There is something utilitarian about the Automata chef Clayton Wells’ other space on Chippendale’s tightly packed dining hub on Kensington Street. And still it’s one of the most exciting openings of 2018, because accessible food with fine dining credentials is exactly how Sydney likes to eat right now. Sydney is a brunch town and A1 has a licence that kicks off at 10am. That means if you want a 750ml amber ale from Marrickville’s Wildflower brewery to go with your curried scrambled eggs and LP’s Quality Meats sausage on an English muffin, you go right ahead and live your life. But don’t restrict yourself to daylight hours, because A1 Canteen also kills at dinner. Start with Diamond Bay clams – plump molluscs in the half shell luxuriating in a creamy broth enriched with anchovy butter and the sharp tang of preserved lemon peel.

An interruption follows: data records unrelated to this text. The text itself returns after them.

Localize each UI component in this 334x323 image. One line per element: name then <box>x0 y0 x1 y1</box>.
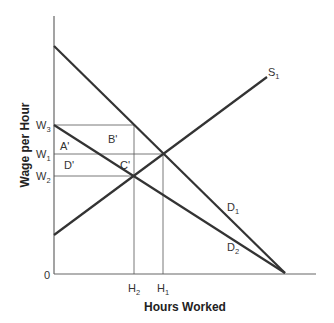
region-b: B' <box>108 133 117 145</box>
region-a: A' <box>60 140 69 152</box>
y-tick-w1: W1 <box>36 148 51 163</box>
label-d1: D1 <box>227 201 239 216</box>
labor-market-diagram: W3 W1 W2 0 H2 H1 S1 D1 D2 A' B' C' D' Ho… <box>0 0 334 323</box>
x-tick-h2: H2 <box>128 282 140 297</box>
region-d: D' <box>64 159 74 171</box>
demand-curve-d2 <box>54 125 285 273</box>
x-tick-h1: H1 <box>157 282 169 297</box>
y-tick-w2: W2 <box>36 170 51 185</box>
origin-label: 0 <box>44 269 50 281</box>
y-tick-w3: W3 <box>36 119 51 134</box>
demand-curve-d1 <box>54 46 285 273</box>
y-axis-title: Wage per Hour <box>18 102 32 187</box>
label-s1: S1 <box>268 66 280 81</box>
region-c: C' <box>120 159 130 171</box>
x-axis-title: Hours Worked <box>144 300 226 314</box>
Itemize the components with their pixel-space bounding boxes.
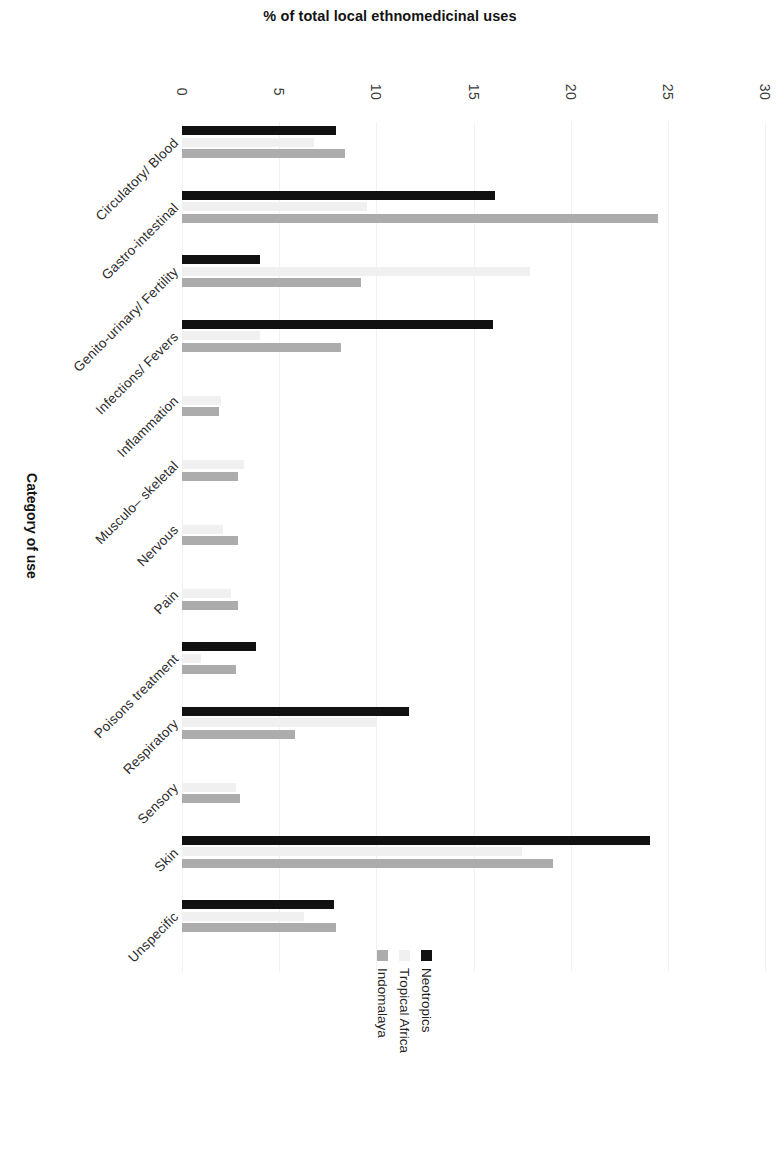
x-tick-label-30: 30 (757, 72, 773, 112)
x-tick-label-20: 20 (563, 72, 579, 112)
bar-indomalaya-inflammation[interactable] (182, 407, 219, 416)
bar-group (182, 900, 765, 932)
bar-indomalaya-poisons-treatment[interactable] (182, 665, 236, 674)
bar-group (182, 320, 765, 352)
legend-item-tropical-africa[interactable]: Tropical Africa (397, 950, 412, 1053)
black-square-icon (421, 950, 432, 961)
bar-tropical-africa-poisons-treatment[interactable] (182, 654, 201, 663)
legend-item-neotropics[interactable]: Neotropics (419, 950, 434, 1033)
bar-neotropics-skin[interactable] (182, 836, 650, 845)
bar-tropical-africa-unspecific[interactable] (182, 912, 304, 921)
bar-indomalaya-infections-fevers[interactable] (182, 343, 341, 352)
bar-tropical-africa-gastro-intestinal[interactable] (182, 202, 367, 211)
bar-group (182, 771, 765, 803)
y-axis-title: Category of use (24, 456, 40, 596)
grid-line (765, 122, 766, 972)
bar-group (182, 191, 765, 223)
bar-group (182, 707, 765, 739)
bar-group (182, 255, 765, 287)
category-label-unspecific: Unspecific (0, 909, 181, 1158)
light-gray-square-icon (399, 950, 410, 961)
bar-indomalaya-respiratory[interactable] (182, 730, 295, 739)
bar-indomalaya-circulatory-blood[interactable] (182, 149, 345, 158)
medium-gray-square-icon (377, 950, 388, 961)
bar-tropical-africa-inflammation[interactable] (182, 396, 221, 405)
x-tick-label-10: 10 (368, 72, 384, 112)
bar-group (182, 642, 765, 674)
bar-indomalaya-skin[interactable] (182, 859, 553, 868)
chart-title: % of total local ethnomedicinal uses (0, 8, 780, 24)
legend-label: Indomalaya (375, 968, 390, 1038)
bar-tropical-africa-infections-fevers[interactable] (182, 331, 260, 340)
bar-indomalaya-gastro-intestinal[interactable] (182, 214, 658, 223)
bar-group (182, 449, 765, 481)
bar-indomalaya-unspecific[interactable] (182, 923, 336, 932)
bar-neotropics-gastro-intestinal[interactable] (182, 191, 495, 200)
bar-neotropics-poisons-treatment[interactable] (182, 642, 256, 651)
bar-neotropics-circulatory-blood[interactable] (182, 126, 336, 135)
bar-neotropics-genito-urinary-fertility[interactable] (182, 255, 260, 264)
bar-tropical-africa-respiratory[interactable] (182, 718, 376, 727)
bar-neotropics-infections-fevers[interactable] (182, 320, 493, 329)
bar-group (182, 513, 765, 545)
bar-indomalaya-pain[interactable] (182, 601, 238, 610)
bar-neotropics-unspecific[interactable] (182, 900, 334, 909)
bar-group (182, 836, 765, 868)
legend-label: Neotropics (419, 968, 434, 1033)
x-tick-label-25: 25 (660, 72, 676, 112)
bar-tropical-africa-pain[interactable] (182, 589, 231, 598)
bar-tropical-africa-skin[interactable] (182, 847, 522, 856)
bar-tropical-africa-nervous[interactable] (182, 525, 223, 534)
legend-item-indomalaya[interactable]: Indomalaya (375, 950, 390, 1038)
bar-indomalaya-nervous[interactable] (182, 536, 238, 545)
bar-tropical-africa-genito-urinary-fertility[interactable] (182, 267, 530, 276)
legend-label: Tropical Africa (397, 968, 412, 1053)
plot-area (182, 122, 765, 972)
bar-tropical-africa-sensory[interactable] (182, 783, 236, 792)
x-tick-label-0: 0 (174, 72, 190, 112)
bar-indomalaya-genito-urinary-fertility[interactable] (182, 278, 361, 287)
bar-neotropics-respiratory[interactable] (182, 707, 409, 716)
x-tick-label-5: 5 (271, 72, 287, 112)
chart-legend: NeotropicsTropical AfricaIndomalaya (314, 950, 434, 1158)
bar-indomalaya-musculo-skeletal[interactable] (182, 472, 238, 481)
bar-group (182, 578, 765, 610)
bar-group (182, 384, 765, 416)
bar-tropical-africa-musculo-skeletal[interactable] (182, 460, 244, 469)
bar-tropical-africa-circulatory-blood[interactable] (182, 138, 314, 147)
bar-chart-figure: % of total local ethnomedicinal uses 051… (0, 0, 780, 1158)
bar-group (182, 126, 765, 158)
bar-indomalaya-sensory[interactable] (182, 794, 240, 803)
x-tick-label-15: 15 (466, 72, 482, 112)
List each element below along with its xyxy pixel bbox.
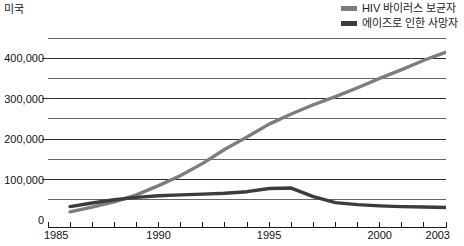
plot-area: [48, 38, 446, 220]
x-axis-tick-label: 2003: [426, 230, 450, 241]
x-axis-tick-label: 2000: [367, 230, 391, 241]
x-axis-tick-label: 1995: [257, 230, 281, 241]
series-line-0: [70, 52, 446, 212]
chart-container: 미국 HIV 바이러스 보균자 에이즈로 인한 사망자 0100,000200,…: [0, 0, 464, 246]
chart-svg: [48, 38, 446, 220]
x-axis-tick-label: 1990: [146, 230, 170, 241]
series-line-1: [70, 188, 446, 207]
x-axis-tick-label: 1985: [44, 230, 68, 241]
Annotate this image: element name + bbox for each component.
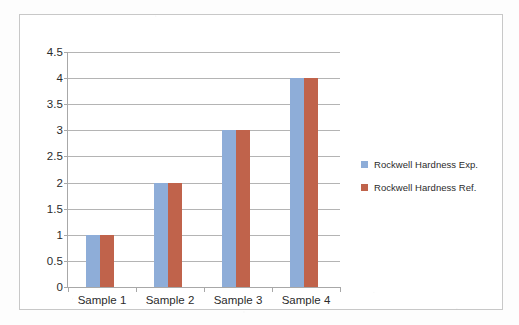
chart-figure: 00.511.522.533.544.5 Sample 1Sample 2Sam… bbox=[0, 0, 519, 325]
x-axis-label: Sample 2 bbox=[136, 294, 204, 306]
x-axis-tick-mark bbox=[340, 287, 341, 292]
bar[interactable] bbox=[236, 130, 250, 287]
y-axis-tick-label: 2.5 bbox=[23, 150, 63, 162]
x-axis-label: Sample 1 bbox=[68, 294, 136, 306]
legend-item-label: Rockwell Hardness Ref. bbox=[374, 182, 476, 193]
bar[interactable] bbox=[168, 183, 182, 287]
y-axis-tick-label: 3.5 bbox=[23, 98, 63, 110]
y-axis-tick-label: 3 bbox=[23, 124, 63, 136]
bar-group bbox=[204, 52, 272, 287]
bar[interactable] bbox=[304, 78, 318, 287]
legend-swatch-icon bbox=[361, 184, 368, 191]
x-axis-tick-mark bbox=[204, 287, 205, 292]
x-axis-tick-mark bbox=[136, 287, 137, 292]
y-axis-tick-label: 1.5 bbox=[23, 203, 63, 215]
bar[interactable] bbox=[154, 183, 168, 287]
bar-group bbox=[68, 52, 136, 287]
chart-legend: Rockwell Hardness Exp.Rockwell Hardness … bbox=[361, 155, 511, 201]
bar[interactable] bbox=[290, 78, 304, 287]
chart-frame: 00.511.522.533.544.5 Sample 1Sample 2Sam… bbox=[19, 14, 503, 310]
plot-area bbox=[68, 52, 340, 287]
x-axis-tick-mark bbox=[272, 287, 273, 292]
legend-item-label: Rockwell Hardness Exp. bbox=[374, 159, 478, 170]
x-axis-label: Sample 4 bbox=[272, 294, 340, 306]
legend-item[interactable]: Rockwell Hardness Ref. bbox=[361, 178, 511, 196]
y-axis-tick-label: 1 bbox=[23, 229, 63, 241]
legend-item[interactable]: Rockwell Hardness Exp. bbox=[361, 155, 511, 173]
y-axis-tick-label: 4 bbox=[23, 72, 63, 84]
bar-group bbox=[136, 52, 204, 287]
bar[interactable] bbox=[222, 130, 236, 287]
x-axis-label: Sample 3 bbox=[204, 294, 272, 306]
x-axis-labels: Sample 1Sample 2Sample 3Sample 4 bbox=[68, 294, 340, 312]
x-axis-tick-mark bbox=[68, 287, 69, 292]
y-axis-tick-label: 4.5 bbox=[23, 46, 63, 58]
y-axis-tick-label: 0 bbox=[23, 281, 63, 293]
bar[interactable] bbox=[100, 235, 114, 287]
bar[interactable] bbox=[86, 235, 100, 287]
y-axis-tick-label: 2 bbox=[23, 177, 63, 189]
y-axis-tick-labels: 00.511.522.533.544.5 bbox=[20, 52, 63, 287]
bar-group bbox=[272, 52, 340, 287]
y-axis-tick-label: 0.5 bbox=[23, 255, 63, 267]
legend-swatch-icon bbox=[361, 161, 368, 168]
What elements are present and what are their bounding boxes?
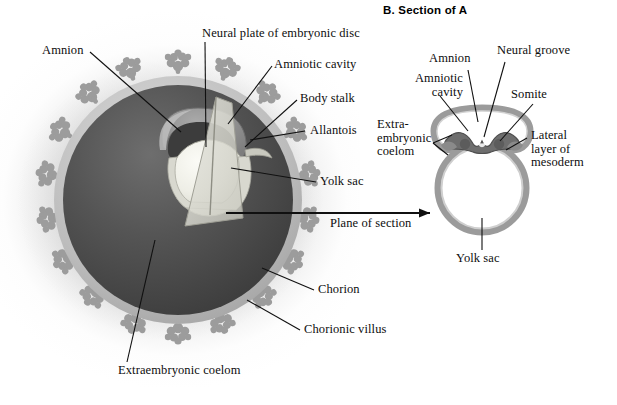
panel-b-title: B. Section of A	[383, 4, 467, 16]
label-b-amnion: Amnion	[429, 52, 471, 66]
figure-root: B. Section of A Amnion Neural plate of e…	[0, 0, 617, 405]
leader-b-somite	[500, 104, 533, 141]
label-allantois: Allantois	[310, 124, 357, 138]
label-b-neural-groove: Neural groove	[497, 44, 570, 58]
label-b-lateral-layer-of-mesoderm: Lateral layer of mesoderm	[531, 129, 601, 170]
plane-of-section-arrow-head	[419, 209, 430, 218]
label-b-extraembryonic-line1: Extra-	[377, 117, 409, 131]
leader-b-amniotic-cavity	[440, 96, 468, 131]
label-neural-plate-of-embryonic-disc: Neural plate of embryonic disc	[202, 27, 360, 41]
label-chorionic-villus: Chorionic villus	[304, 323, 387, 337]
label-yolk-sac-panel-a: Yolk sac	[320, 175, 364, 189]
label-b-lateral-mesoderm-line2: layer of	[531, 142, 570, 156]
leader-yolk-sac-a	[231, 168, 316, 182]
leader-chorionic-villus	[247, 300, 300, 330]
leader-amnion	[90, 52, 181, 132]
label-b-lateral-mesoderm-line3: mesoderm	[531, 155, 584, 169]
label-chorion: Chorion	[318, 283, 360, 297]
leader-b-amnion	[468, 70, 478, 122]
label-b-extraembryonic-line3: coelom	[377, 144, 414, 158]
leader-amniotic-cavity	[228, 66, 272, 124]
label-b-extraembryonic-coelom: Extra- embryonic coelom	[377, 118, 435, 159]
label-plane-of-section: Plane of section	[330, 217, 411, 231]
leader-b-extraembryonic-1	[433, 135, 452, 143]
label-b-amniotic-cavity-line2: cavity	[432, 85, 463, 99]
label-body-stalk: Body stalk	[300, 92, 355, 106]
leader-extraembryonic-coelom	[127, 240, 155, 362]
leader-b-extraembryonic-2	[433, 143, 448, 155]
leader-chorion	[262, 268, 314, 290]
label-amnion: Amnion	[42, 44, 84, 58]
leader-b-neural-groove	[484, 62, 505, 137]
label-amniotic-cavity: Amniotic cavity	[274, 58, 356, 72]
label-b-amniotic-cavity: Amniotic cavity	[403, 72, 463, 99]
leader-neural-plate	[205, 42, 206, 147]
label-b-somite: Somite	[511, 88, 547, 102]
leader-b-lateral-mesoderm	[506, 138, 527, 150]
label-b-lateral-mesoderm-line1: Lateral	[531, 128, 567, 142]
label-b-amniotic-cavity-line1: Amniotic	[415, 71, 463, 85]
label-extraembryonic-coelom: Extraembryonic coelom	[118, 364, 241, 378]
label-b-extraembryonic-line2: embryonic	[377, 131, 431, 145]
label-b-yolk-sac: Yolk sac	[456, 252, 500, 266]
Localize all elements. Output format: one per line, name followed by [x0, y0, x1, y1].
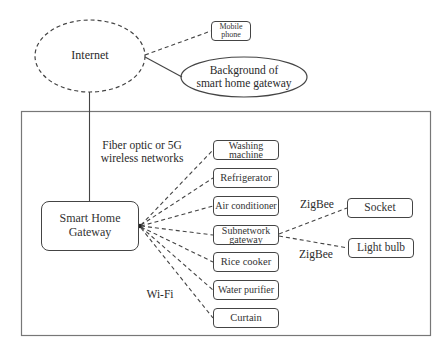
background-label: Background of smart home gateway	[184, 64, 304, 89]
mobile-phone-line2: phone	[221, 31, 241, 39]
uplink-label: Fiber optic or 5G wireless networks	[94, 139, 190, 164]
zigbee-label-bulb: ZigBee	[293, 248, 339, 260]
gateway-line1: Smart Home	[60, 212, 121, 226]
wifi-label: Wi-Fi	[140, 288, 180, 300]
device-rice-cooker: Rice cooker	[213, 252, 279, 272]
uplink-label-line1: Fiber optic or 5G	[94, 139, 190, 152]
subdevice-light-bulb: Light bulb	[348, 238, 414, 258]
subdevice-socket: Socket	[347, 198, 413, 218]
zigbee-label-socket: ZigBee	[294, 198, 340, 210]
internet-background-link	[145, 57, 182, 77]
device-curtain: Curtain	[213, 308, 279, 328]
internet-label: Internet	[50, 49, 130, 62]
device-subnetwork-line2: gateway	[229, 235, 262, 245]
zigbee-links	[279, 208, 348, 248]
uplink-label-line2: wireless networks	[94, 152, 190, 165]
background-label-line2: smart home gateway	[184, 77, 304, 90]
smart-home-gateway-node: Smart Home Gateway	[41, 201, 139, 251]
device-air-conditioner: Air conditioner	[213, 196, 279, 216]
mobile-phone-node: Mobile phone	[211, 21, 251, 41]
device-washing-machine: Washing machine	[213, 140, 279, 160]
device-refrigerator: Refrigerator	[213, 168, 279, 188]
internet-mobile-link	[145, 31, 211, 55]
gateway-line2: Gateway	[69, 226, 112, 240]
device-subnetwork-gateway: Subnetwork gateway	[213, 225, 279, 245]
device-washing-machine-line2: machine	[229, 150, 263, 160]
background-label-line1: Background of	[184, 64, 304, 77]
device-water-purifier: Water purifier	[213, 280, 279, 300]
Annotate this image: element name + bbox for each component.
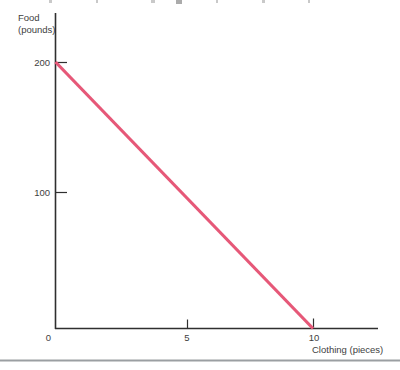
origin-tick-label: 0 <box>46 332 51 343</box>
y-tick-label-200: 200 <box>34 57 50 68</box>
y-axis-title-line1: Food <box>18 12 40 23</box>
y-tick-label-100: 100 <box>34 187 50 198</box>
x-tick-label-5: 5 <box>184 332 189 343</box>
textbook-figure-page: Food (pounds) 200 100 0 5 10 Clothing (p… <box>0 0 400 370</box>
x-tick-label-10: 10 <box>309 332 320 343</box>
budget-line <box>56 62 314 329</box>
budget-line-chart: Food (pounds) 200 100 0 5 10 Clothing (p… <box>0 0 400 370</box>
x-axis-title: Clothing (pieces) <box>312 344 383 355</box>
cropped-text-fragments <box>49 0 310 4</box>
y-axis-title-line2: (pounds) <box>18 24 56 35</box>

Next, the secret life of bonito, served here in suede-like swatches on a bonito emulsion in a kind of flavour echo chamber of deep, savoury saltiness. Even with the foil of pickled beetroot ribbons, a brutishly earthy slab of blood sausage is unapologetically carnivorous, but it’s what we expect from an executive chef who is known to serve up charred ducks’ hearts at his fine diner across the street. We are not saying you’ll be unhappy with your buttery soft whole flounder in a fiery blanket of dried Spanish Espelette pepper and crunchy fried curry leaves. In fact, you’ll be delighted. It’s just that you will also covetously eye off the hanger steak on your neighbour’s table. If we didn’t know that the crème brulée was spiked with pumpkin, meanwhile, we might not have noticed and merely chalked this up as a gently autumnal classic dessert. Wells and A1 head chef Scott Eddington know when to pump the gas and when to coast, so you can choose your lane. Maybe you want a forthright gewürztraminer from WA with your dinner, or maybe it’s a freshly cracked tin of Tecate on the table while you wait for your morning omelette.